Whether the Judge realized it or not, he defined, quite accurately, what
charter schools entail and why school vouchers are a scam and outright
theft of taxpayer money meant for public education.
There has been an ongoing Justice Department, and other plaintiffs’, lawsuit targeting
Louisiana Governor Bobby Jindal’s voucher privatization scam that
records revealed multiple schools accepting school vouchers actually
disclosed “discriminatory policies such as the legal right to expel gay
and lesbian students as well as admitted to charging the state more in
tuition for students who are not members of the private school’s
sponsoring cults.” In fact, Jindal has thumbed his nose at the
Constitution for years by continuing to steal taxpayer money intended
for public schools to provide funding for private and charter religious
schools. Of course, Jindal blames President Obama and Attorney General
Eric Holder for the Department of Justice portion of the lawsuits by
claiming “This is shameful. President Obama and Attorney General Holder
are trying to keep kids trapped in failing public schools against the
wishes of their parents.” These are parents that insist on taxpayers
funding their children’s religious instruction, and if Jindal and the repugican legislature were not robbing public education funds, public
schools would not be failing.
The repugicans claim, ad nauseum, that they are the
champions of the original intent of the Founding Fathers, and yet they
have consistently opposed the concept that taxpayer dollars are meant to
“provide for the general welfare of the people;” not churches, not
private religious schools, and definitely not at the expense of public
education. Although the Judge’s ruling was a defeat for school vouchers
and Koch and Art Pope-backed privatization efforts, his portrayal of
charter schools as “not subject to any requirements or standards
regarding the curriculum that they teach, have no requirements for
student achievement, are not obligated to demonstrate any growth in
student performance, and are not even obligated to provide a minimum
amount of instructional time” was priceless, and accurate.
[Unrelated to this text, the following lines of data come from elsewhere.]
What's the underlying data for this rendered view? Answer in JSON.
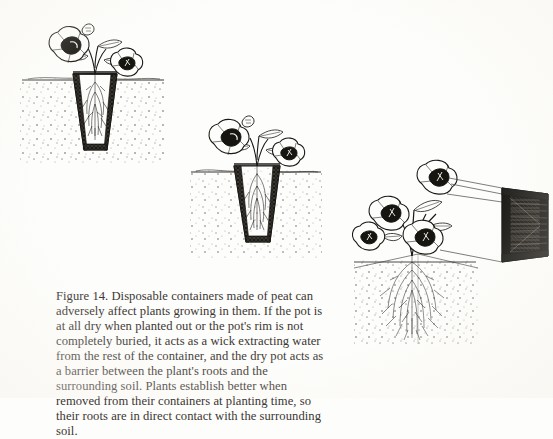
{
  "page": {
    "background_color": "#fdfdfb",
    "text_color": "#3b3733"
  },
  "caption": {
    "label": "Figure 14.",
    "text": "Figure 14. Disposable containers made of peat can adversely affect plants growing in them. If the pot is at all dry when planted out or the pot's rim is not completely buried, it acts as a wick extracting water from the rest of the container, and the dry pot acts as a barrier between the plant's roots and the surrounding soil. Plants establish better when removed from their containers at planting time, so their roots are in direct contact with the surrounding soil."
  },
  "figures": [
    {
      "id": "fig-left",
      "name": "plant-in-peat-pot-buried-shallow",
      "description": "Pen-and-ink drawing of a flowering petunia growing in a tapered peat pot set in soil, with the pot rim protruding above the soil line and roots confined inside the pot.",
      "ink_color": "#1a1815",
      "soil_line_label": "soil surface",
      "elements": [
        "flowers",
        "stems",
        "leaves",
        "peat-pot",
        "confined-roots",
        "soil-stipple"
      ]
    },
    {
      "id": "fig-middle",
      "name": "plant-in-peat-pot-buried",
      "description": "Pen-and-ink drawing of a flowering plant in a peat pot buried in soil, roots restricted within the dark pot walls.",
      "ink_color": "#1a1815",
      "soil_line_label": "soil surface",
      "elements": [
        "flowers",
        "stems",
        "leaves",
        "peat-pot",
        "confined-roots",
        "soil-stipple"
      ]
    },
    {
      "id": "fig-right",
      "name": "plant-removed-from-pot",
      "description": "Pen-and-ink drawing of a flowering plant planted with its roots in direct contact with surrounding soil, with the empty peat pot drawn in perspective to the upper right connected by leader lines.",
      "ink_color": "#1a1815",
      "soil_line_label": "soil surface",
      "elements": [
        "flowers",
        "stems",
        "leaves",
        "free-roots",
        "soil-stipple",
        "empty-peat-pot",
        "leader-lines"
      ]
    }
  ]
}
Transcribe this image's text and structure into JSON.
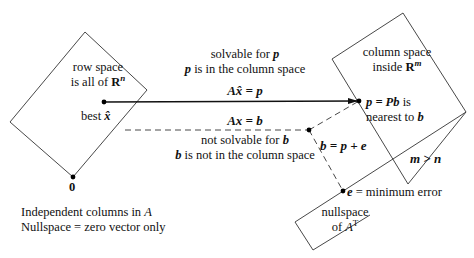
{
  "row_space": {
    "line1": "row space",
    "line2_prefix": "is all of ",
    "line2_set": "R",
    "line2_sup": "n",
    "point_label_prefix": "best ",
    "point_label_var": "x̂"
  },
  "origin": {
    "label": "0"
  },
  "bottom_note": {
    "line1_prefix": "Independent columns in ",
    "line1_var": "A",
    "line2": "Nullspace = zero vector only"
  },
  "arrow": {
    "caption1_prefix": "solvable for ",
    "caption1_var": "p",
    "caption2_var": "p",
    "caption2_suffix": " is in the column space",
    "equation": "Ax̂ = p"
  },
  "dashed": {
    "equation": "Ax = b",
    "caption1_prefix": "not solvable for ",
    "caption1_var": "b",
    "caption2_var": "b",
    "caption2_suffix": " is not in the column space"
  },
  "column_space": {
    "line1": "column space",
    "line2_prefix": "inside ",
    "line2_set": "R",
    "line2_sup": "m",
    "p_eq": "p = Pb",
    "p_eq_suffix": " is",
    "p_line2_prefix": "nearest to ",
    "p_line2_var": "b"
  },
  "decomposition": {
    "equation": "b = p + e"
  },
  "dimension_note": {
    "text": "m > n"
  },
  "error": {
    "eq_var": "e",
    "eq_rest": " = minimum error"
  },
  "nullspace": {
    "line1": "nullspace",
    "line2_prefix": "of ",
    "line2_var": "A",
    "line2_sup": "T"
  },
  "colors": {
    "stroke": "#222222",
    "background": "#ffffff"
  }
}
This is not to say that there are no private
religious, or charter schools, providing a decent education to their
“customers,” there are. However, they are under no obligation to provide
an education to prepare students to compete with public school students
who are not indoctrinated with anti-science, bastardized history, and
religious mythos. The Founding Fathers were specific that taxpayer money
was to provide for, among other things, the general welfare of the
people that included a sound public education; something repugicans
have decided is the purview of private, for profit, enterprises that are
more often than not religious schools stealing from taxpayers to
inculcate students into the christian delusion.